Palestinians in Israeli jails end hunger strike after 40 days
Compiled from news services
JERUSALEM — Palestinian prisoners in Israeli jails ended a hunger strike late Friday after 40 days, as their health was deteriorating and after, news media reports said, officials agreed to at least one of the prisoners’ demands.
About 1,000 men had taken part in the strike, and Israeli officials said this past week that nearly every prisoner had needed hospital care, including the leader of the strike, Marwan Barghouti, a Palestinian politician convicted of five murders in the Palestinian uprising that began in 2000.
In a statement Saturday, Barghouti confirmed the end of the hunger strike, timed to coincide with the beginning of Ramadan, the holy Muslim month of fasting. But he did not specify any agreements with Israeli authorities. The statement called the strike an “important step toward full respect of the rights of Palestinian prisoners.” Israeli prison officials could not be immediately reached for comment.
The strikers, among 6,500 Palestinians in Israeli prisons, had demanded more family visits, an end to solitary confinement, better health care and greater access to education. Media reports said Israeli authorities had agreed to prisoners’ demand for a second monthly family visit.
Israeli officials accused Barghouti of staging the strike to raise his position in the volatile struggle over leadership among Palestinians. Polls show that Barghouti, 57, who has been in prison since 2002, is the most popular choice to replace Mahmoud Abbas, 82, president of the Palestinian Authority.
IS claims Egypt attack
MINYA, Egypt — Islamic State claimed responsibility for an attack on a bus loaded with Coptic Christians the day before near the southern city of Minya, which officials said killed 29 people.
“A security team of caliphate soldiers set up an ambush for dozens of Christians as they headed to the church of St. Samuel,” the militant group said Saturday through Amaq, its media arm.
The bus passengers were shot to death on their way to volunteer at a monastery. Twenty-five other Coptic Christians were wounded.
Friday’s attack, on the eve of the Muslim holiday of Ramadan, led Egyptian President Abdel-Fattah elSissi to launch airstrikes on what officials said were militant training camps in the northeastern Libyan city of Derna. Mr. el-Sissi, a former general, said the gunmen had trained and planned the attack in Libyan camps, although Islamic State has not controlled Derna for two years.
In a Saturday phone call, Egyptian Foreign Minister Sameh Shoukry told U.S. Secretary of State Rex Tillerson that officials found “information and evidence that terrorist elements involved in the Minya incident trained in these camps,” a statement said.
The military strikes did little to reassure Coptic Christians in Minya, a city on the banks of the Nile about 140 miles south of Cairo where about 40 percent of the population is Christian – four times the percentage of the Muslim country’s population of 92 million. They have watched with dread this year as Islamic State militants advanced from strongholds in northern Sinai south beyond the capital.
Anti-Indian protests
SRINAGAR,India — One civilian was killed and dozens of others injured Saturday after massive anti-India protests and clashes erupted in Indian-controlled Kashmir following the killing of a prominent rebel commander and his associate in a gunbattle with government forces in the disputed region.
Rebel leader Sabzar Ahmed Bhat and a fellow militant were killed after troops cordoned off the southern Tral area overnight following a tip that rebels were hiding there, police said.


> **Task details**:
With both ends included, repeat exactly the lines of the entries below from the one containing "This screenshot has height=654, width=1341." down to the one containing "What do you see at coordinates (541, 399)", and no others.

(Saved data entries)
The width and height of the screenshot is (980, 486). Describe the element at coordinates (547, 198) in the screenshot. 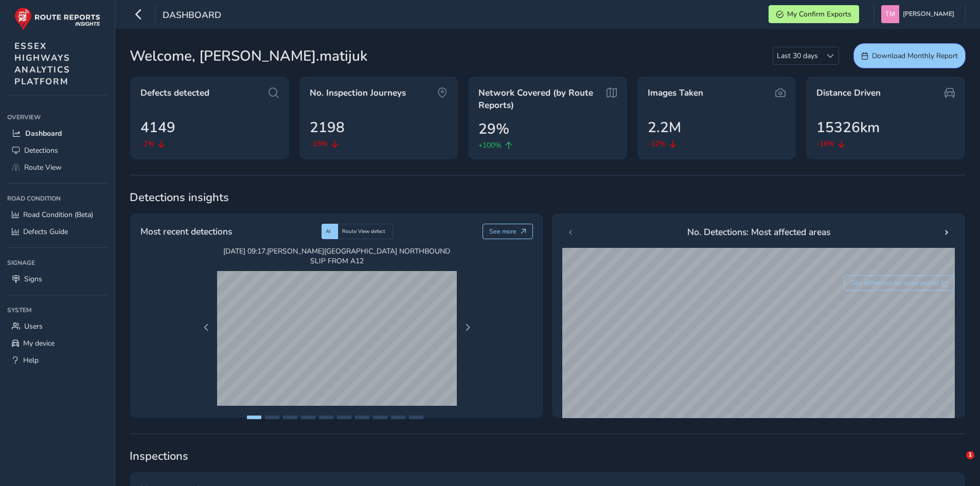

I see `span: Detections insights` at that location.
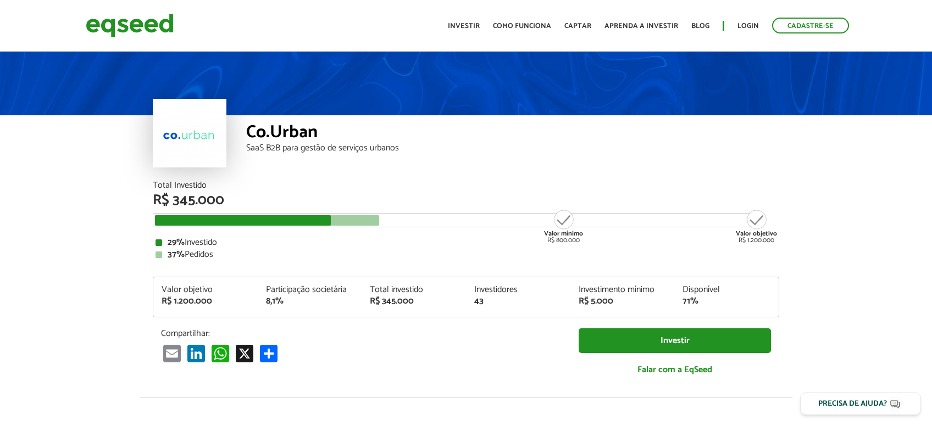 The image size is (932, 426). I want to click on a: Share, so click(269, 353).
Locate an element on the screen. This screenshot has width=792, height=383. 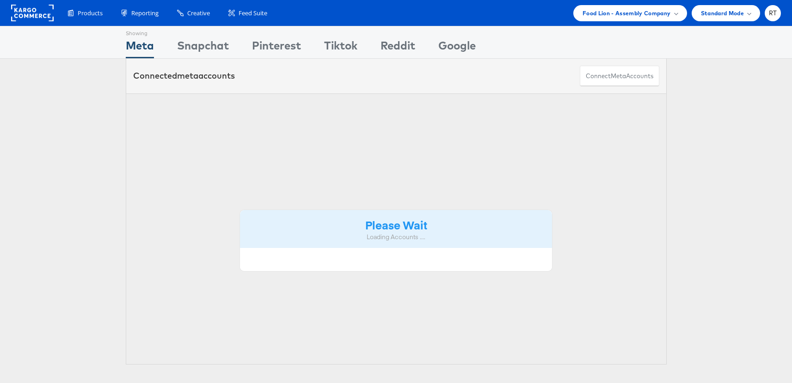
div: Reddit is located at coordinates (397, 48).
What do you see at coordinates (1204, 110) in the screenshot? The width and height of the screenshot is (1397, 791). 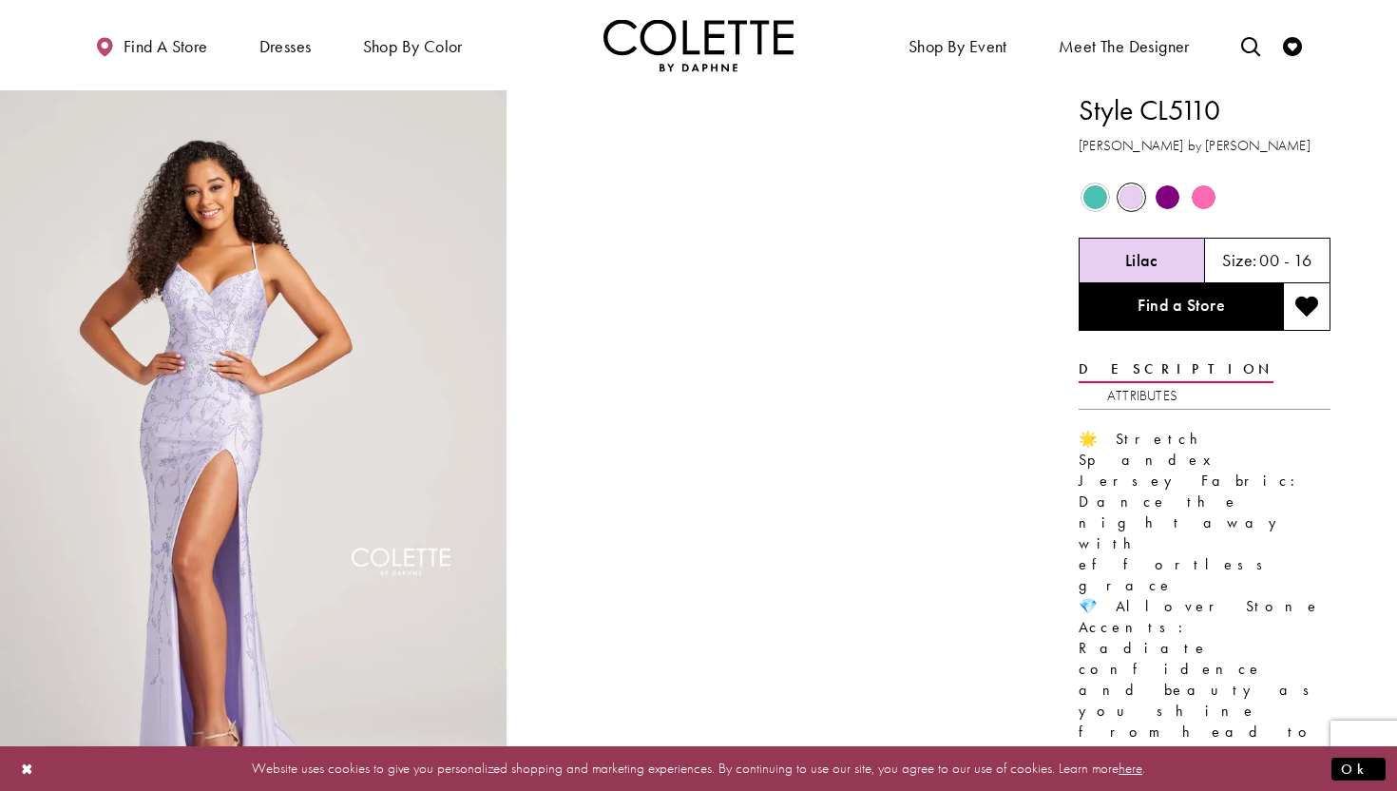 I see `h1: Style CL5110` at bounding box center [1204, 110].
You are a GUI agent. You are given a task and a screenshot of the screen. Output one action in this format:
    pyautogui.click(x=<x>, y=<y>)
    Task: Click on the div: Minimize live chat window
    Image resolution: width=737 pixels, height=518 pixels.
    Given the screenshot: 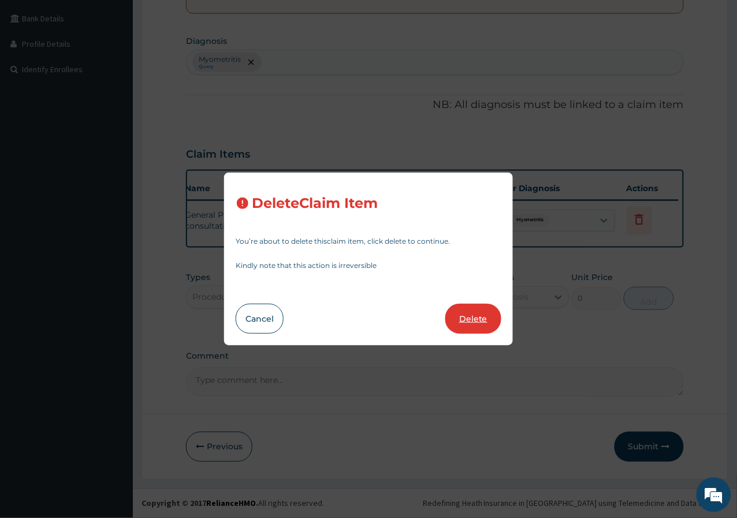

==

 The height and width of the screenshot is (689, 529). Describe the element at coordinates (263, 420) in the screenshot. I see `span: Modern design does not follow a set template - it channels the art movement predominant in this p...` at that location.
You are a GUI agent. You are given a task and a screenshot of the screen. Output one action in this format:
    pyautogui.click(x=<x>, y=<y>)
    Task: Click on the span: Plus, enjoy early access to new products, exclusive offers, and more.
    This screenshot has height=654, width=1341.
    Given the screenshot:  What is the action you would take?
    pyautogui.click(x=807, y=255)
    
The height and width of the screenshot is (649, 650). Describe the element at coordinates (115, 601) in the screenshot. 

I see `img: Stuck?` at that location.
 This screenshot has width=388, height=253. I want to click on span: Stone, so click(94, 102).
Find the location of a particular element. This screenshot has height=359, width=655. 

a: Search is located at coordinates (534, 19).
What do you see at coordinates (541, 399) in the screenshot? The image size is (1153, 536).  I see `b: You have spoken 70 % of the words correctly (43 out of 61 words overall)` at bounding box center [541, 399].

---

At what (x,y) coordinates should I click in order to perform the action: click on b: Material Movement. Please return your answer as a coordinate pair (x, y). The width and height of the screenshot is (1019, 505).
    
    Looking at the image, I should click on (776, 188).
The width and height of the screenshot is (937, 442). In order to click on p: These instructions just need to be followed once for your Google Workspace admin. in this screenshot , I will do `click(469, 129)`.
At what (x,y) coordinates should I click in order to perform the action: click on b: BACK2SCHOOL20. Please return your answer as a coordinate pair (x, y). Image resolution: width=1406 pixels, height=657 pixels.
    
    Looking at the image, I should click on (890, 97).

> **Answer to this problem**:
    This screenshot has height=654, width=1341.
    Given the screenshot:  What is the action you would take?
    pyautogui.click(x=807, y=255)
    
The height and width of the screenshot is (649, 650). Describe the element at coordinates (115, 601) in the screenshot. 

I see `img: Stuck?` at that location.
 This screenshot has width=388, height=253. I want to click on span: Stone, so click(94, 102).
Find the location of a particular element. This screenshot has height=359, width=655. 

a: Search is located at coordinates (534, 19).
What do you see at coordinates (541, 399) in the screenshot? The image size is (1153, 536).  I see `b: You have spoken 70 % of the words correctly (43 out of 61 words overall)` at bounding box center [541, 399].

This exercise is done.